Our buddy Jim was huge about magic as a kid, but he was a bit more reserved about it. It started with the first David Copperfield special he saw on TV when he was 5, and, over the next six years, he amassed a small stack of self-recorded magic specials on VHS, all featuring the man of copper. When he heard Copperfield was finally coming through his hometown of Pittsburgh to perform live, he begged his mom for tickets. She eventually caved and took the family. The show was beyond Jim's wildest dreams, but, near the end, things took a turn for the worse. At the time, the most recent TV special featured a trick in which Copperfield plucked a stranger out of the audience and guessed her phone number by illuminating digits on the wall behind him. In Pittsburgh, another stranger took the stage and was put through the same trick, but when the lights flashed behind the stage, Jim was shocked to find it was the same phone number from the television show.

The boy was almost as heartbroken as when earlier he found out about Copperfield's divorce from Christie Brinkley. As far as he was concerned, David Copperfield--who had previously jumped into Niagara Falls, flown in midair without wires or mirrors and even guessed Jim's card through the fricking TV--was getting plumb lazy. But that night at the live show changed everything.

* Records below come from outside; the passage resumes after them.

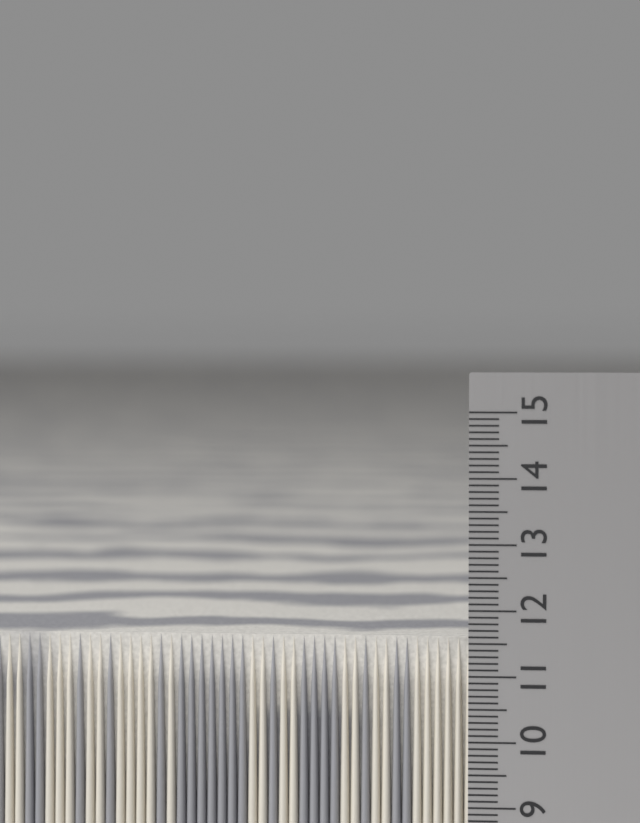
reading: 11.5 cm
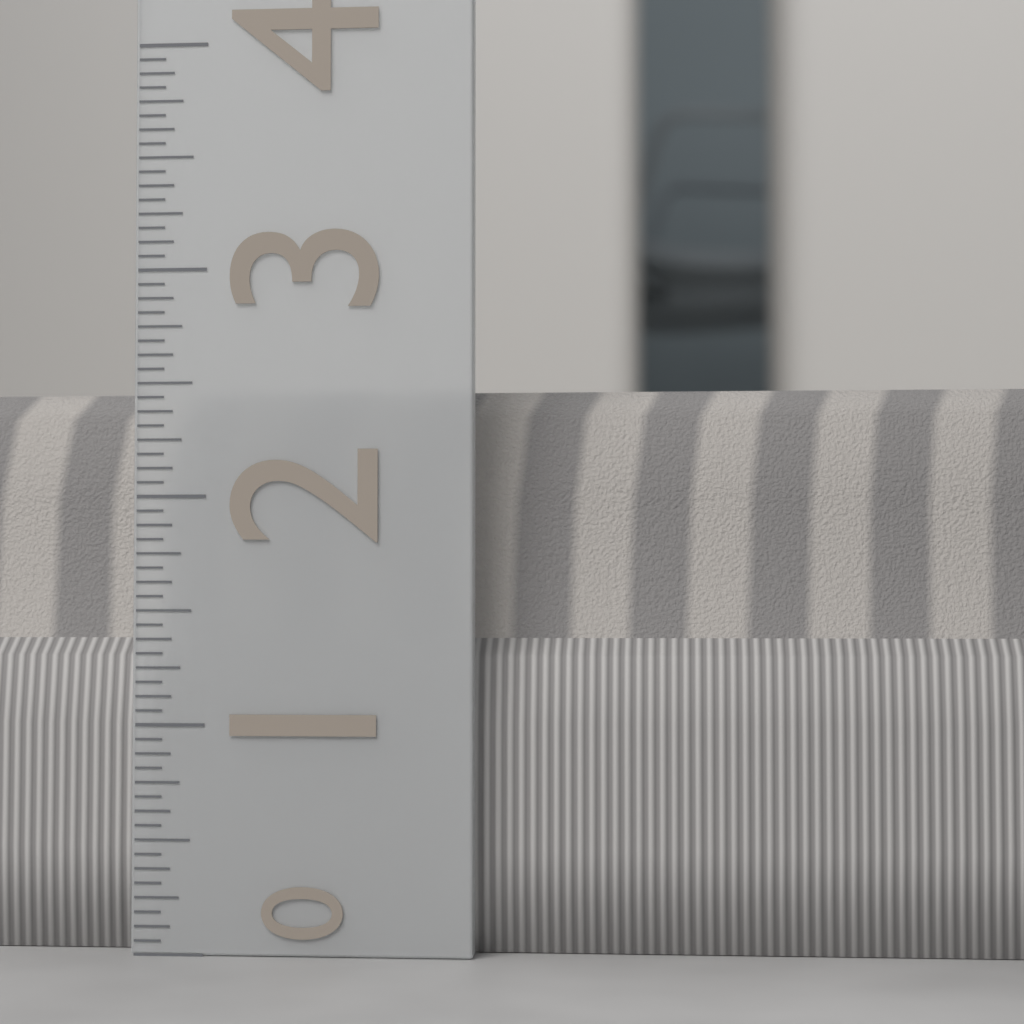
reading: 2.5000 (no unit)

Jim was never the same about magic afterward. He taped over his TV specials with pirated movies from Cinemax, and he cleaned out the white rabbits from the attic.

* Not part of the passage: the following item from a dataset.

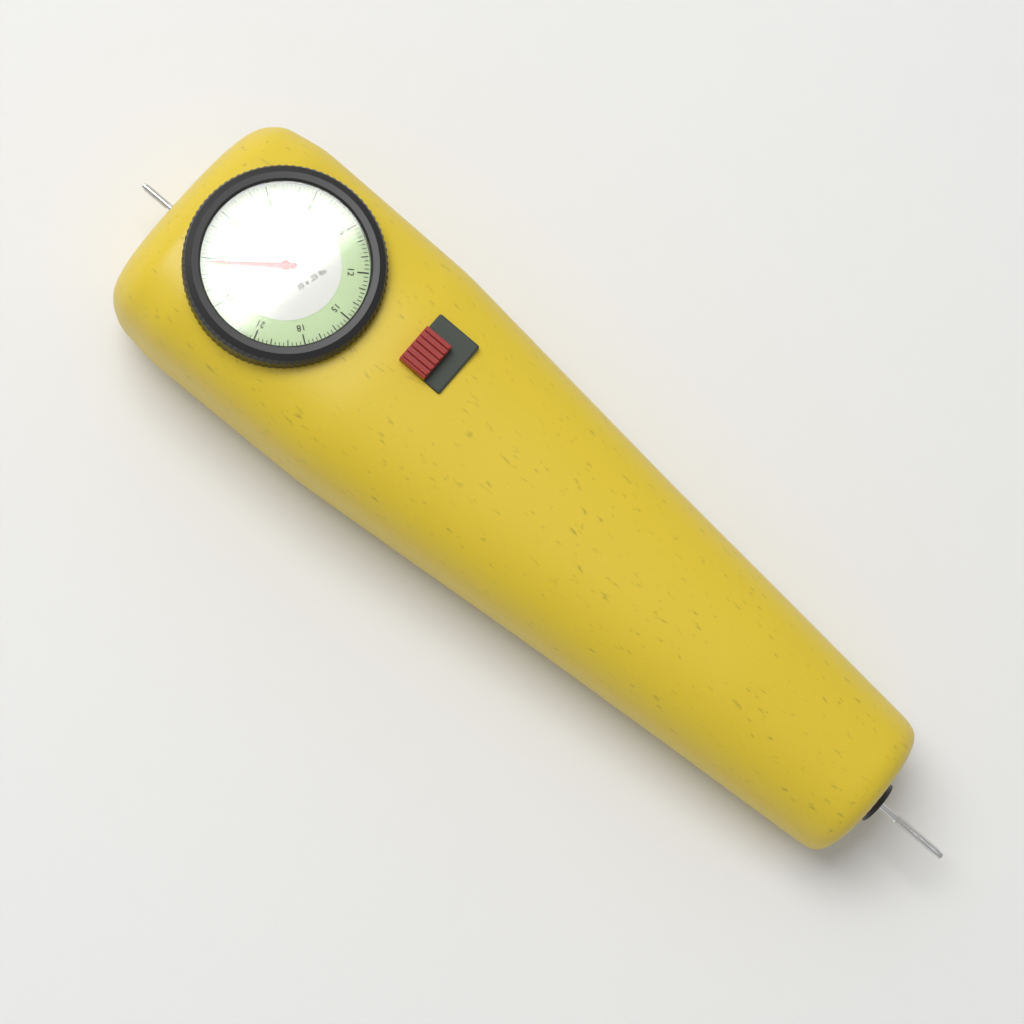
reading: 26.75 lbs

Of course, it's been years since the nasty affair, and Jim has gotten over the fact that the magic trick was, ahem, pre-planned. In fact, Jim says he'll probably check out Copperfield's latest live show, An Intimate Evening of Grand Illusion, this weekend at Fair Park's Music Hall. Copperfield's latest performance includes a few more "total stranger" tricks, such as "13," which will make 13 people simultaneously vanish from their seats in the audience, and "Reunion," which will bring someone's long-lost relative back in a way that would turn John Edward green with envy. Still, if Jim's story shakes your trust in the "total stranger" trick, Copperfield also promises to float through steel and personally handle black scorpions, so even if the show is fake, it should still look pretty darn cool. The "how did he do that?" factor is the selling point of all of his material anyway, so sew your sister back together and head out for a night of pre-planned amazement.